Our Lady’s Guild House Restoration Coalition has submitted a proposal to acquire the historic Our Lady’s Guild House (OLGH) to preserve both the property and its longtime charitable purpose as affordable single room occupancy (SRO) housing for low- and moderate-income women. Located in the Fenway neighborhood, Our Lady’s Guild House is a 137-room charitable lodging house for women created by Cardinal (then Archbishop) Richard J. Cushing in 1947 at the suggestion of Boston’s leading Catholic women and organizations.
For decades, the property was operated as a haven for single women without the means to pay for other housing, including low-wage working women, retirees, and other senior and disabled women. OLGH Restoration Coalition is comprised of OLGH resident leaders and Fenway neighborhood activists who have joined to save the historic property and to maintain it as affordable SRO housing for women, along with their partner, a community-based 501(c)(3) land trust. OLGH is owned by OLGH, Inc., a Massachusetts charitable corporation founded by Cardinal (then Archbishop) Cushing in 1947.

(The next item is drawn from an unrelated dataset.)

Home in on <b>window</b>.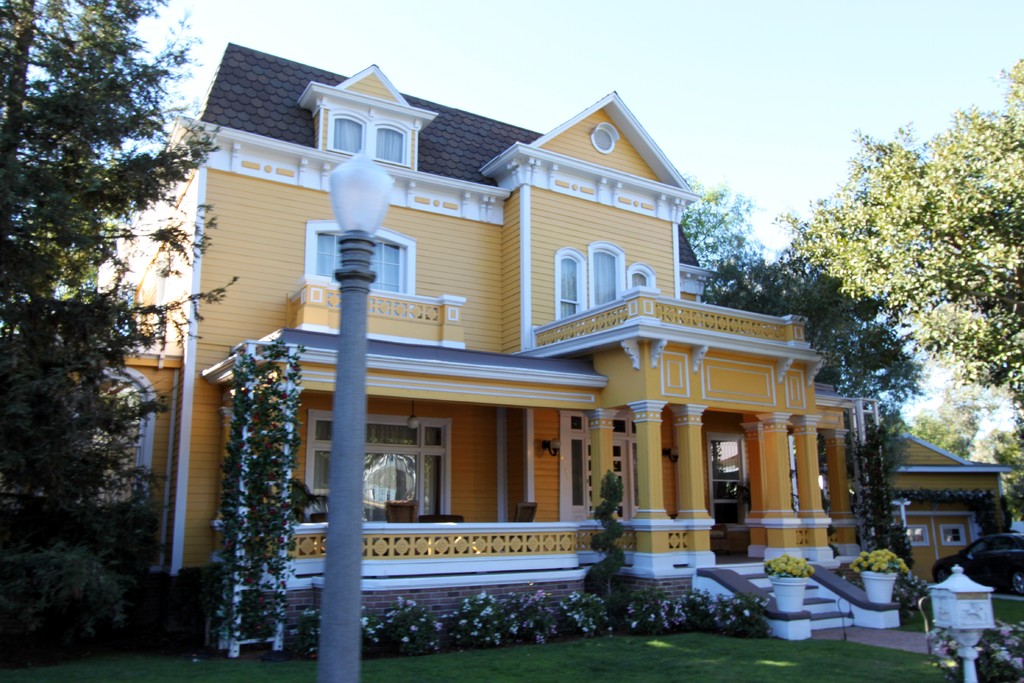
Homed in at crop(552, 234, 634, 317).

Its members and board are currently made up of nuns who belong to Daughters of Mary of the Immaculate Conception, a religious order based in New Britain, Connecticut, which owns a 131-acre New Britain campus. The Daughters first announced that the building was for sale on November 5, 2021. They hired Colliers International Boston, a large commercial real estate company, which sought bids by December 1, 2021. Colliers said a buyer would be chosen soon thereafter.